In 1987, Macdonald received her Ph.D. from the University of Oxford and subsequently taught at Brunel University and Keele University. From 1996 until 2004, she was a lecturer, then 2005 a reader in cultural anthropology, both at the University of Sheffield.[1] In 2006, she held a position as professor of social anthropology at the University of Manchester. She was appointed as anniversary professor in the Department of Sociology at the University of York in 2015.[2] There, she led the "Profusion" theme in the Heritage Futures project.[3] In 2015, she accepted the call for an Alexander von Humboldt professorship at the Humboldt University of Berlin.[4] Together with the support of the Prussian Cultural Heritage Foundation and the Natural History Museum in Berlin, she established the Centre for Anthropological Research on Museums and Heritage (CARMAH).[5] Apart from the Alexander von Humboldt professorship, she was appointed as a regular professor at the Institute for European Ethnology at the Humboldt University of Berlin.
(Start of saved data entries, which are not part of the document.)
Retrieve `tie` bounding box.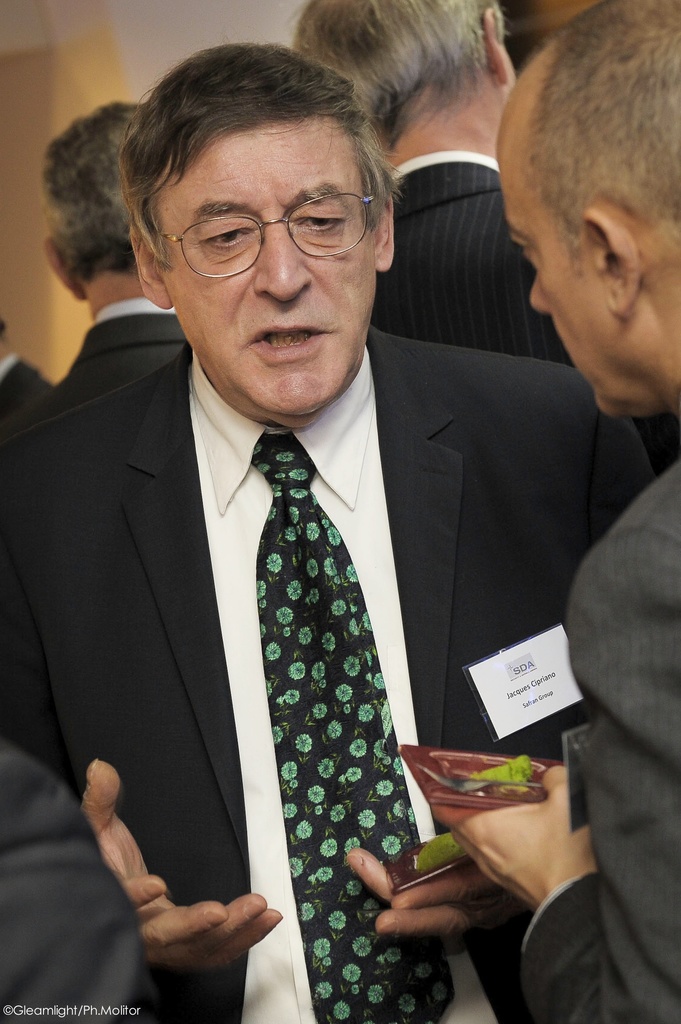
Bounding box: [251, 435, 457, 1023].
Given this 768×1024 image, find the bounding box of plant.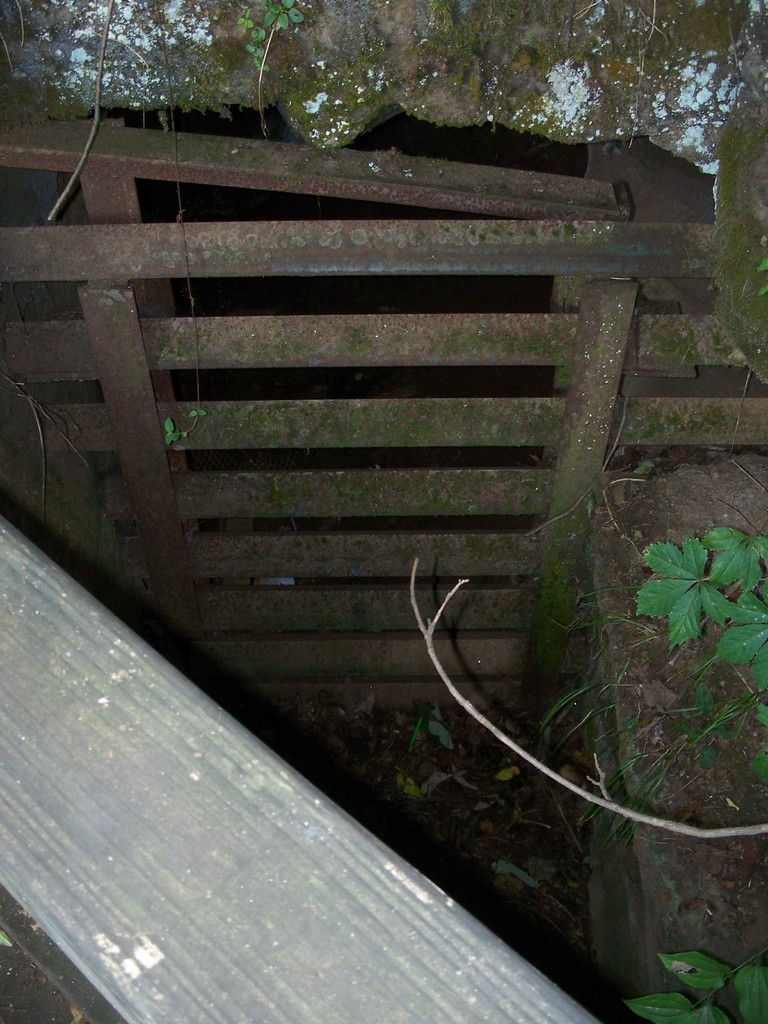
x1=627, y1=956, x2=767, y2=1023.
Beside her professorial appointments, she is participating in the collaborative formation of the Humboldt Forum.
In 2011, she was a guest professor at Peking University. She is a fellow of the Royal Anthropological Institute of Great Britain and Ireland and the Royal Historical Society.
The red thread in Macdonald's research is how different societies choose artefacts and, more generally, the relevant topics for exhibition in museums, given the fact that most museums display only 5% of their inventory to the public.[6] In Germany, she did this in relation to National Socialism in Nuremberg promoted by a Humboldt scholarship from 2000 until 2006. More recently, she lays a focus on the representation of Islam in museums, alongside her more overarching topics of looting and colonialism in museums.[7]